Extreme statements were made during the biased discussion, such as praising and glorifying the October 7 massacre and claiming that it was a heroic act by an oppressed people. When a speaker in the audience cried for the residents of Gaza in a forced and unbelievable manner, I pulled out a picture of the Hamas-kidnapped Muslims Yousef and Hamza al-Ziyadna and asked if she was crying for them, too. One of the participants in the audience took the picture and threw it on the floor, and others stepped on it.
During the debate I was cursed, booed, and threatened, but there was one thing I was not willing to accept: denigrating our hostages. I demanded that those participants be removed and were not willing to let the discussion continue, even when the anti-Israeli chairman, who had actually taken part in the confrontation himself, warned me and finally decided to have me removed from the hall.
In front of the hostile and terrorist-supporting audience, just before I left the hall, I did one last thing: I put over my formal tuxedo a T-shirt that I had brought with me with a picture of Nasrallah with a big X on it and the caption, “Your heroic terrorist is dead, we killed him.”
Outside the Oxford Union’s buildings, a group of about two dozen pro-Hamas demonstrators gathered on St Michael’s Street, their chants echoing into the chamber. Organized by Oxford Action for Palestine, the protest aimed to signal that “Zionists are not welcome in Oxford,” according to a statement by the group. One protester, speaking to the students’ newspaper Cherwell, explained that their presence served a dual purpose: to express solidarity with Hamas speakers and to oppose the Union’s decision to host “controversial” Israeli figures.
Mosab Hassan Yousef, the son of the terrorist organization Hamas’s founder who defected to become a spy for Israeli intelligence, told the audience, “I sentenced my father to death.” He then said, “Palestinians are the most pathetic people on planet Earth,” inciting many points of order suggesting he should be removed from the chamber.
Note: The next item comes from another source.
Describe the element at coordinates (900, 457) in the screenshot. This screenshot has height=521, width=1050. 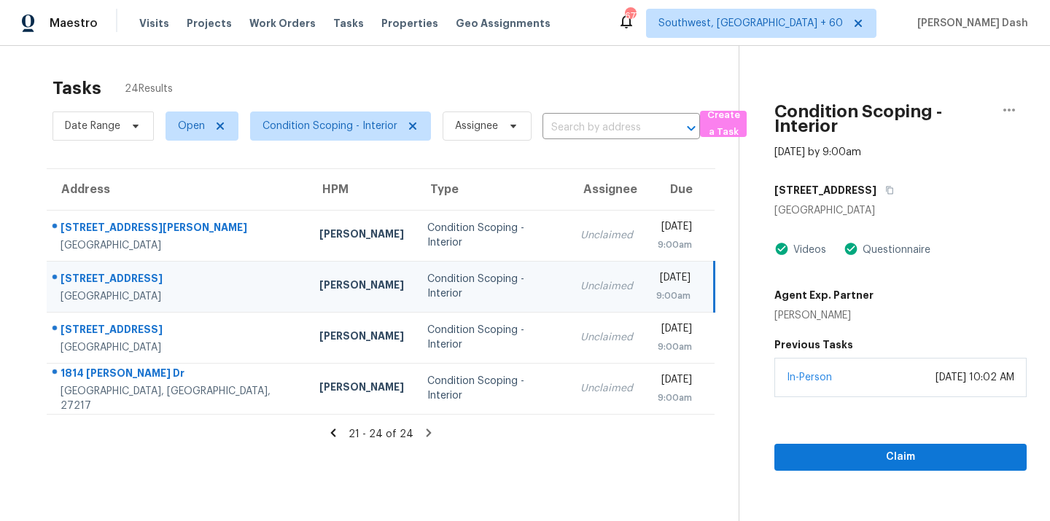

In response, Yousef said: “This House has been hijacked by Muslims.” He called “Palestinians” “a false identity” and said, “We (the Arabs – DI) will exist long after the Palestinian thugs who came to hijack our society.”
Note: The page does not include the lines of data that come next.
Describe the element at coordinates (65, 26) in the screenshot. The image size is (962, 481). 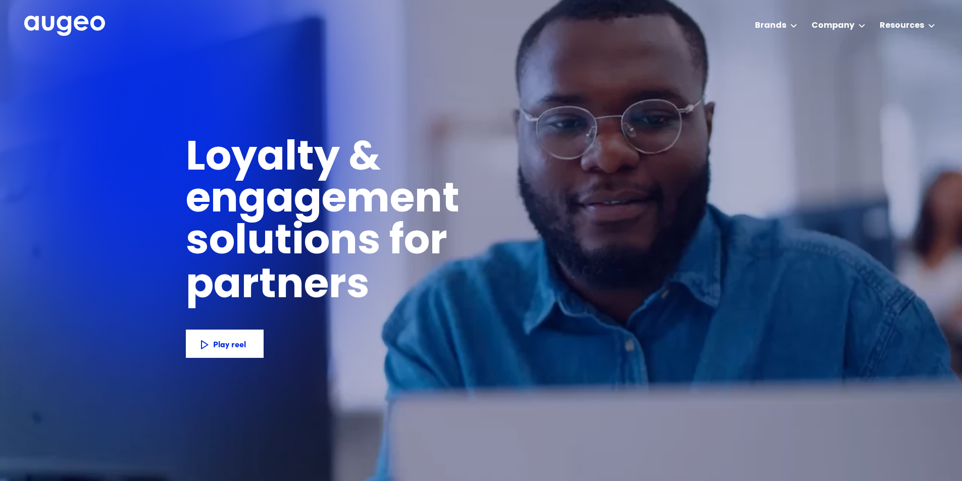
I see `img: Augeo's full logo in white.` at that location.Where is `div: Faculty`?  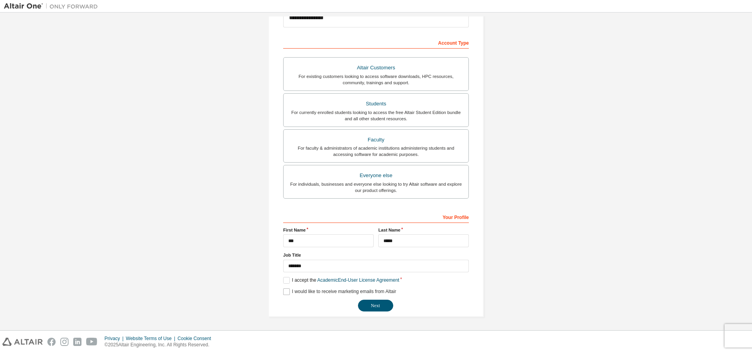
div: Faculty is located at coordinates (376, 140).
PA Arab poet Mohammed El-Kurd said: “If this motion passes today, it means that this body is catching up to the moral clarity of the global majority. It is about time and about 70 years too late.” He called Zionism “irredeemable and indefensible,” and referred to Yoseph Haddad’s work for the IDF, saying it “dishonors me to share a space with [Yoseph]” before walking out of the chamber.
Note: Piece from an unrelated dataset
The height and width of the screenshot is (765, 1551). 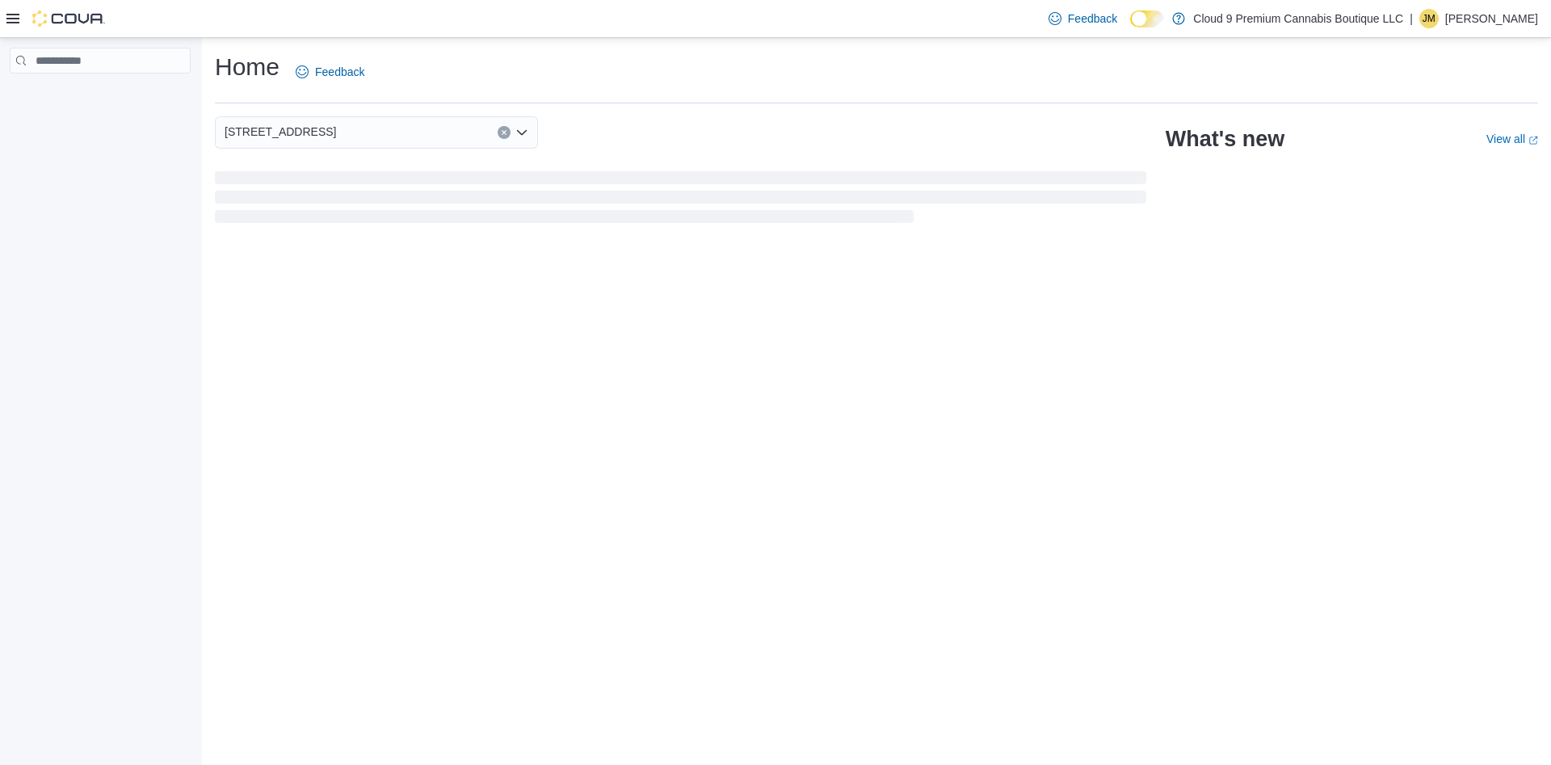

When Haddad took the podium, he told the crowd: ‘‘If you are booing, I’m sorry to say it, but you are terrorist supporters.” He described Jews, Christians, and Arabs playing soccer together in Israel, how as an Arab-Israeli himself he gave commands to and was saved by Jewish soldiers, and the fact that an Arab heads the largest bank in Israel – all evidence against Israel being an apartheid state.
Yousef opened by referring to his work stopping Hamas suicide bombers despite being the son of the terrorist organization’s founder: “I sentenced my father to death”. He then turned to incendiary comments including “Palestinians are the most pathetic people on planet Earth”, which incited many Points of Orders over whether he should be removed from the chamber. In response, Yousef said: “This house has been hijacked by Muslims.” He called Palestinians “a false identity” and said that “we [Arabs] will exist long after the Palestinian thugs who came to hijack our society”
He ended, shouting: “You’re losing! You’re losing the Israeli-Arab war! You’re losing everything!” He was asked by the chair to leave, at which point he put on a T-shirt with a crossed-out picture of Hassan Nasrallah and the caption, “Your terrorist is dead – we did that.”